The problem isn't the streaming platforms (unless you want to pay more for your streaming service), but the record labels. Spotify never made profit.
Music used to be more valuable because it was more scarce and more difficult to deliver. Now anybody can make a song and put it on the internet. The value has gone down and artists/labels need to recognize that or people aren't gonna pay them at all.
“Spotify already pays nearly 70% of every dollar it generates from music to the record labels and publishers that own the rights for music, and represent and pay artists and songwriters," it continues.>
I dunno, ifnthat is true it seems more than fair compensation.

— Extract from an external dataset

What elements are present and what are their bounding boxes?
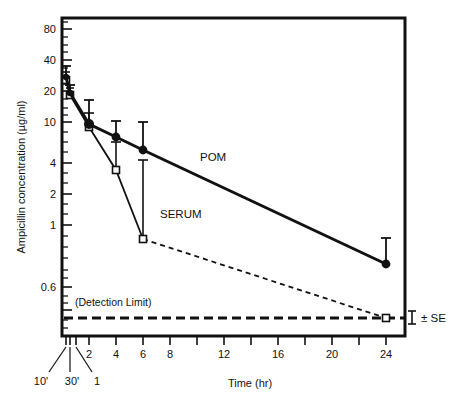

Fair compensation for who? Record labels who already rake in tons of money, or small artists that now need 1000 streams a year at minimum to get paid at all on a specific track?
I've been making and distributing my own music for over 3 years, not only on Spotify, and JUST hit a total $26 I've made.
What kind of music? And would you be willing to share, maybe DM it if you’re more comfortable
Mostly electronic music with no words. This is my most recent track: Midnight Funk Train by Thassodar on #SoundCloud https://on.soundcloud.com/DLhDp
I have an album I put out at the beginning of September that's on all streaming services (Spotify link):
www.linktr.ee/thassodar has links to everything else!
With increasing the necessary streams to 1000 it will get better, since AI mass produced music won't get any share anymore.
Maybe try k-pop?
I've had music on Spotify almost a decade now. Best it's done was pay to keep it on Spotify. It won't even be able to do that anymore.
You do know why bands and artists sell merch at venues, right?
The contracts they’ve signed may entitle them to little or nothing of ticket sales.
The amazing thing about legislations like this is when eventually the lawmakers backtrack, they lay out red carpet to bring back business, making the situation even worse for the people.
All that matters is what it looks like on paper. The paper they segment and define themselves.